Tuesday, October 12, 2010

Excellence

Strange things are afoot at the Circle K...
--Theodore “Ted” Logan

I’ve recently learned that Alex Winter and Keanu Reeves are planning a third installment in their film series that started with the famous (or infamous) Bill and Ted’s Excellent Adventure. The news brought a grin to my face and a whimsical impulse to visit the virtue of Excellence, as defined by that wonderful example of goofball 80s SciFi comedy movies.

Normally the word “excellence” brings to mind driving ambition and images of necks bestrewn with gold-medals. We think of Excellence as being a quality of perfect performance, often attained with great effort.

What I love about Bill and Ted is that they turn that notion of Excellence all around. Rather than Excellence implying a race in which combatants ambitiously elbow out their inferiors for recognition, Bill and Ted define Excellence as a way of behaving towards others with Kindness, as in, “Be excellent to each other!” (They follow this with a reminder to find Joy in life’s day-to-day: “Party on, dudes!”)

I have to admit, Bill and Ted’s Excellent Adventure is not my usual cup of tea. (My friends know that in fact I strongly prefer films with two of any of the following: Cute Boys, Giant Bugs, and Explosions. Men in Black, The Fifth Element, and Starship Troopers are the rare examples that can claim all three. Despite the rest of the world’s opinion to the contrary, I do NOT consider Keanu Reeves as meeting the “cute boy” requirement, even back then. He just doesn’t float my boat. But, I digress... ) Still, the film grows on you. Bill and Ted perfectly capitulate the Tarot archetype of the Fool, and their adventure the Fool’s Journey. There’s something so guileless about them that you can’t help but like them and root for them.

The Excellence that that Bill and Ted preach--mostly by example, at least until they apparently become the founders of an advanced society of the 27th Century--is an aggregate virtue (much like Honor, which we saw contains ingredients like Discipline, Courage, and Fidelity.) I think Excellence as Bill and Ted define it would include bits of Kindness, Joy, Simplicity, and Innocence.

As such, Excellence reminds me of the Buddhist virtue Maitri. Often translated as “loving-kindness,” Pema Chodron explains that Maitri might be better translated as “unconditional friendliness.” Bill and Ted indeed seem to espouse a simple Friendliness to the various characters they encounter in space and time. And that’s excellent!

So today, tap into your inner Ted or channel your higher Bill, and bring that Joyful Friendliness of Excellence to the people around you. How do your words and deeds tell people to be excellent to each other, and to party on?

May we see the gates of Excellence, and perhaps make a home there.

Oh, and: San Dimas High School Football RULES!

2 comments:

  1. That you ended with the "San Dimas High School Football Rules!" scene made me feel all warm and happy inside. Incidentally, the SoCal dance-punk bank the Ataris actually recorded a "prom anthem" called "San Dimas High School Football Rules!" which I find conceptually amusing...

    Ah, Bill & Ted: you are not just characters, you are an emblems for those of us who were in high school when there was an Evil Empire and an Iron Curtain, China was a sleeping Communist backwater, the economy was booming, there was no need for solar panels on the White House because oil was $10/barrell, and the Gipper was president. Thing were somehow simpler, then.

    Medieval Lord: "Take them to the Iron Maiden!"

    Bill & Ted [thinking he means the 80s heavy metal band]: "Excellent!"

    Great post.

    ReplyDelete
  2. Why, thank you, Monozygotic Other! It makes me feel good to have you riding along... I know, it's goofy, but I really do love Bill and Ted. Party on, dudes!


Task instructions
Report how many lines in the listing below include the string "mine", and write nothing more.

Recorded information
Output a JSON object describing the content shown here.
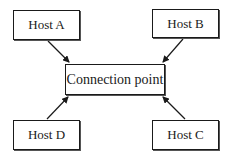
{
  "diagram": {
    "hub": {
      "label": "Connection point"
    },
    "hosts": [
      {
        "id": "A",
        "label": "Host A",
        "position": "top-left"
      },
      {
        "id": "B",
        "label": "Host B",
        "position": "top-right"
      },
      {
        "id": "C",
        "label": "Host C",
        "position": "bottom-right"
      },
      {
        "id": "D",
        "label": "Host D",
        "position": "bottom-left"
      }
    ],
    "edges": [
      {
        "from": "Host A",
        "to": "Connection point",
        "direction": "toward-hub"
      },
      {
        "from": "Host B",
        "to": "Connection point",
        "direction": "toward-hub"
      },
      {
        "from": "Host C",
        "to": "Connection point",
        "direction": "toward-hub"
      },
      {
        "from": "Host D",
        "to": "Connection point",
        "direction": "toward-hub"
      }
    ],
    "colors": {
      "line": "#1a1a1a",
      "background": "#ffffff"
    }
  }
}
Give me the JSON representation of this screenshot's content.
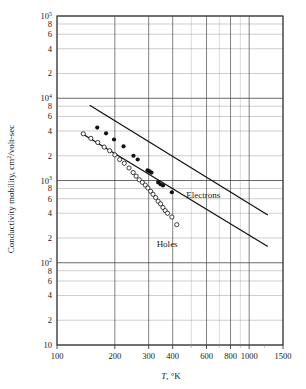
{
  "figure": {
    "background": "#ffffff",
    "frame_color": "#3a3a3a",
    "grid_color": "#8a8a8a",
    "data_color": "#111111"
  },
  "chart_data": {
    "type": "scatter",
    "title": "",
    "xlabel": "T, °K",
    "ylabel": "Conductivity mobility, cm2/volt-sec",
    "xscale": "log",
    "yscale": "log",
    "xlim": [
      100,
      1500
    ],
    "ylim": [
      10,
      100000
    ],
    "grid": true,
    "legend_position": "inline-annotation",
    "xticks": [
      100,
      200,
      300,
      400,
      600,
      800,
      1000,
      1500
    ],
    "xtick_labels": [
      "100",
      "200",
      "300",
      "400",
      "600",
      "800",
      "1000",
      "1500"
    ],
    "yticks": [
      10,
      20,
      40,
      60,
      80,
      100,
      200,
      400,
      600,
      800,
      1000,
      2000,
      4000,
      6000,
      8000,
      10000,
      20000,
      40000,
      60000,
      80000,
      100000
    ],
    "ytick_labels": [
      "10",
      "2",
      "4",
      "6",
      "8",
      "10^2",
      "2",
      "4",
      "6",
      "8",
      "10^3",
      "2",
      "4",
      "6",
      "8",
      "10^4",
      "2",
      "4",
      "6",
      "8",
      "10^5"
    ],
    "annotations": [
      {
        "text": "Electrons",
        "x": 470,
        "y": 620
      },
      {
        "text": "Holes",
        "x": 330,
        "y": 155
      }
    ],
    "series": [
      {
        "name": "Electrons",
        "marker": "filled-circle",
        "color": "#111111",
        "points": [
          {
            "x": 162,
            "y": 4400
          },
          {
            "x": 180,
            "y": 3750
          },
          {
            "x": 198,
            "y": 3150
          },
          {
            "x": 222,
            "y": 2600
          },
          {
            "x": 250,
            "y": 2000
          },
          {
            "x": 263,
            "y": 1800
          },
          {
            "x": 296,
            "y": 1330
          },
          {
            "x": 303,
            "y": 1290
          },
          {
            "x": 310,
            "y": 1250
          },
          {
            "x": 336,
            "y": 950
          },
          {
            "x": 346,
            "y": 900
          },
          {
            "x": 356,
            "y": 870
          },
          {
            "x": 396,
            "y": 720
          }
        ],
        "fit_line": {
          "x1": 148,
          "y1": 8200,
          "x2": 1250,
          "y2": 380
        }
      },
      {
        "name": "Holes",
        "marker": "open-circle",
        "color": "#111111",
        "points": [
          {
            "x": 137,
            "y": 3700
          },
          {
            "x": 150,
            "y": 3250
          },
          {
            "x": 163,
            "y": 2900
          },
          {
            "x": 176,
            "y": 2550
          },
          {
            "x": 188,
            "y": 2300
          },
          {
            "x": 200,
            "y": 2050
          },
          {
            "x": 212,
            "y": 1800
          },
          {
            "x": 224,
            "y": 1620
          },
          {
            "x": 237,
            "y": 1420
          },
          {
            "x": 249,
            "y": 1250
          },
          {
            "x": 258,
            "y": 1130
          },
          {
            "x": 268,
            "y": 1020
          },
          {
            "x": 278,
            "y": 950
          },
          {
            "x": 288,
            "y": 880
          },
          {
            "x": 297,
            "y": 810
          },
          {
            "x": 307,
            "y": 740
          },
          {
            "x": 316,
            "y": 680
          },
          {
            "x": 326,
            "y": 620
          },
          {
            "x": 336,
            "y": 560
          },
          {
            "x": 346,
            "y": 520
          },
          {
            "x": 356,
            "y": 470
          },
          {
            "x": 366,
            "y": 430
          },
          {
            "x": 376,
            "y": 400
          },
          {
            "x": 396,
            "y": 360
          },
          {
            "x": 420,
            "y": 290
          }
        ],
        "fit_line": {
          "x1": 134,
          "y1": 3750,
          "x2": 1250,
          "y2": 158
        }
      }
    ]
  }
}
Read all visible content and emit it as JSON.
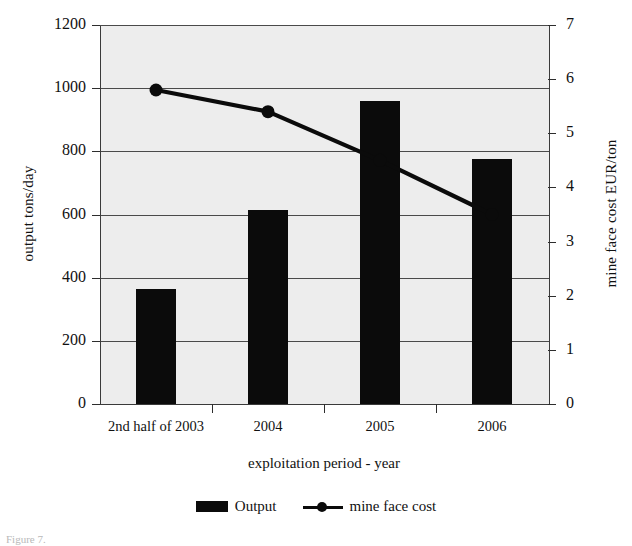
{
  "chart_data": {
    "type": "bar",
    "title": "",
    "categories": [
      "2nd half of 2003",
      "2004",
      "2005",
      "2006"
    ],
    "xlabel": "exploitation period - year",
    "ylabel": "output tons/day",
    "y2label": "mine face cost EUR/ton",
    "ylim": [
      0,
      1200
    ],
    "y2lim": [
      0,
      7
    ],
    "yticks": [
      0,
      200,
      400,
      600,
      800,
      1000,
      1200
    ],
    "y2ticks": [
      0,
      1,
      2,
      3,
      4,
      5,
      6,
      7
    ],
    "ytick_labels": [
      "0",
      "200",
      "400",
      "600",
      "800",
      "1000",
      "1200"
    ],
    "y2tick_labels": [
      "0",
      "1",
      "2",
      "3",
      "4",
      "5",
      "6",
      "7"
    ],
    "grid": true,
    "legend_position": "bottom",
    "series": [
      {
        "name": "Output",
        "type": "bar",
        "axis": "left",
        "color": "#0b0b0b",
        "values": [
          365,
          615,
          960,
          775
        ]
      },
      {
        "name": "mine face cost",
        "type": "line",
        "axis": "right",
        "color": "#0b0b0b",
        "marker": "circle",
        "values": [
          5.8,
          5.4,
          4.5,
          3.5
        ]
      }
    ]
  },
  "legend": {
    "items": [
      {
        "label": "Output",
        "marker": "bar-swatch"
      },
      {
        "label": "mine face cost",
        "marker": "line-marker-swatch"
      }
    ]
  },
  "caption": "Figure 7."
}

Exercise result
3